Dayton’s proposal addresses those backlogs. If anything, his bids of $153 million apiece for the state’s two higher education systems are sparing; each system is seeking tens of millions more. The governor is renewing a motion for a $70 million renovation at the Minnesota Security Hospital in St. Peter that he has made consistently since becoming governor in 2011. Improvements for the Minnesota Sex Offender Program take another $27 million and have a federal court order underscoring their urgency.

The inclusion of rebuilding money for both the Kellogg Avenue/3rd Street bridge in St. Paul and the 10th Avenue bridge in Minneapolis is welcome. But no transit projects and only rail safety and a few smaller transportation projects made Dayton’s cut. He said he expects the Southwest light-rail line, which is at a make-or-break point for state funding, and other transportation needs to be met in a separate transportation bill. That means those projects remain in a political danger zone. Bills increasing transportation funding are notoriously difficult for the Legislature to enact; only one has become law since 1988.

The same fate should not befall the water infrastructure needs that Dayton highlighted. Aging facilities are taking a toll on water quality in many communities, leaving them unable to meet state and federal standards. A Minnesota Pollution Control Agency review tallied the need for 1,350 wastewater projects with a $4.2 billion price tag. The federal Environmental Protection Agency has estimated that Minnesota will need to spend $11 billion over the next 20 years to upgrade its water systems.

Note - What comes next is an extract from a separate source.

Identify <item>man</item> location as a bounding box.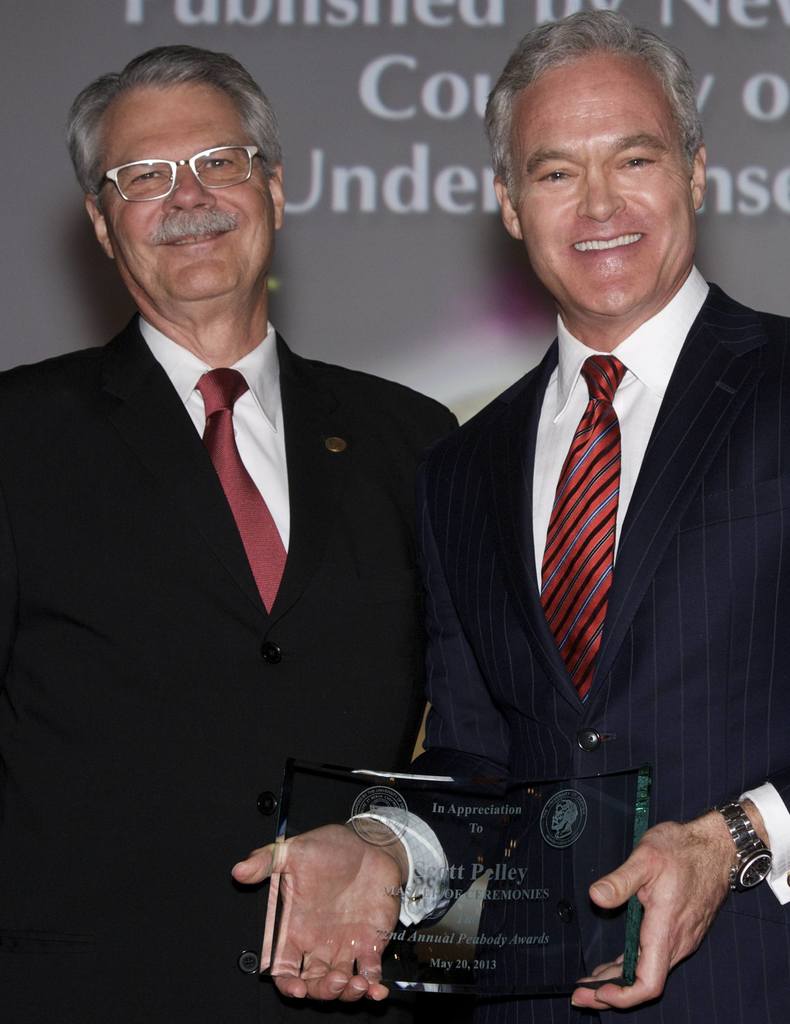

Those daunting sums can be made manageable only with a coordinated state-and-local policy that’s sustained over a number of years. Dayton’s proposal ought to be met at the Legislature with a sober awareness that maintaining drinkable and swimmable water is not optional for government in the “land of sky-blue waters.” Understanding that aim as a responsibility shared by state and local governments is in keeping with Minnesota’s tradition of valuing the quality of life and economic opportunity throughout the state. It’s another illustration of what this page argued last month — that Minnesota is “better together,” acting through robust state government to leave no region behind.